An expert second pair of eyes on your Unity codebase — finding performance bottlenecks, architectural risks, and code quality issues before they become production problems.
A Unity code review is not a style guide enforcement exercise. My reviews focus on correctness (code that does what the developer intended), robustness (code that handles edge cases and failure modes gracefully), performance (code that doesn't introduce unnecessary allocations, excessive GetComponent calls, or per-frame computation that should be cached), and maintainability (code that the next developer — or you, six months from now — can understand and modify safely).
The deliverable is a written report with findings categorised by severity (Critical, Major, Minor, Suggestion), each with a specific code reference, explanation of the problem, and a recommended fix. Critical findings are those that will cause crashes, data loss, or severe performance degradation in production. Suggestions are style or pattern improvements that are worth considering but not urgent.
I review C# Unity code, shader code (HLSL/ShaderGraph), editor scripts, and build pipeline scripts. I do not review art assets or level design unless their structure is causing technical problems (for example: a scene hierarchy that is causing excessive draw calls).
Performance problems in Unity games rarely live where developers expect them to. I've seen dozens of cases where a team spent weeks optimising rendering only to discover the real bottleneck was a string comparison in a hot loop, or a missing SerializeField causing a repeated reflection lookup. Systematic profiling with the right tools is the only reliable approach.
My performance audit process uses the Unity Profiler (CPU, GPU, Memory, Rendering, Audio modules), Frame Debugger for draw call analysis, Memory Profiler for allocation analysis and memory leak identification, and platform-specific tools (Xcode Instruments for iOS, OVR Metrics Tool for Meta Quest, RenderDoc for GPU debugging) where the target platform is known.
The audit report documents: the specific profiling methodology used, a breakdown of time and memory costs by system, the top 5–10 highest-impact bottlenecks, a prioritised remediation plan with estimated impact for each fix, and recommended monitoring metrics to track after optimisation. I typically find 30–60% performance improvement opportunities in projects that haven't been formally audited.
The most expensive bugs are the ones baked into your architecture. A game built without clear scene management conventions, with gameplay logic tangled into MonoBehaviour lifecycles, with no separation between data and behaviour, will become increasingly difficult to extend and maintain as scope grows. I've seen this pattern collapse under production pressure at every project scale from solo indie to 20-person team.
Architecture consulting typically happens at two points: at the start of a project (greenfield architecture design, technology selection, pipeline planning) or mid-project when scaling problems emerge (untangling existing systems, identifying the minimum viable refactoring path that doesn't require stopping feature development).

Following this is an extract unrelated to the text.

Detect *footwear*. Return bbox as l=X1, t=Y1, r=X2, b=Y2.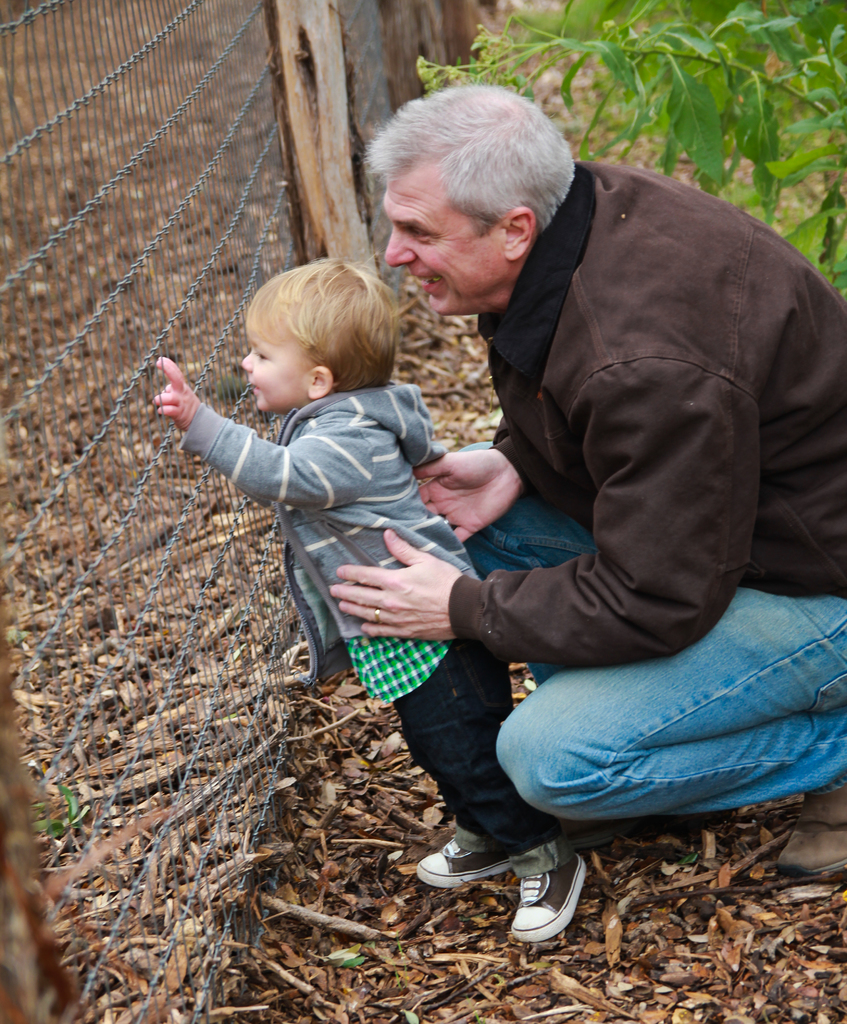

Topics I cover in architecture engagements: scene and GameManager patterns, dependency injection vs service locator, ScriptableObject-based event systems, data-driven design, save system architecture, addressables and content pipeline design, multiplayer architecture (Netcode for GameObjects, Mirror, Photon), and CI/CD pipeline setup with GitHub Actions or GitLab CI.
Frequently Asked Questions
How long does a code review take?
A focused review of a specific system (camera, UI, network layer) typically takes one to two days. A whole-project audit for a medium-sized game (50,000–150,000 lines of C#) takes three to five days. I'll give you a more accurate estimate after you share a brief description of the project scope and what concerns prompted the review.
Do you need access to the full project or just the code?
For a code review, the C# source files are sufficient. For a performance audit, I need the full Unity project and a device or simulator that matches the target platform. I sign NDAs before receiving any proprietary code or assets — this is standard practice for all my client engagements.
Can you help implement the fixes you identify?
Yes. Many clients engage me for a review and then retain me to implement the highest-priority fixes. This is often the most efficient path — I understand the codebase from the review, so implementation is faster than it would be cold. We'd scope and price the implementation work separately from the review.
Is this useful for solo developers or only teams?
Extremely useful for solo developers. As a solo dev you have no colleagues to catch your blind spots, and the cost of an architectural mistake is paid entirely by you. A two-hour review call with screen share and a written summary report is one of the highest-ROI investments a solo developer can make before entering production.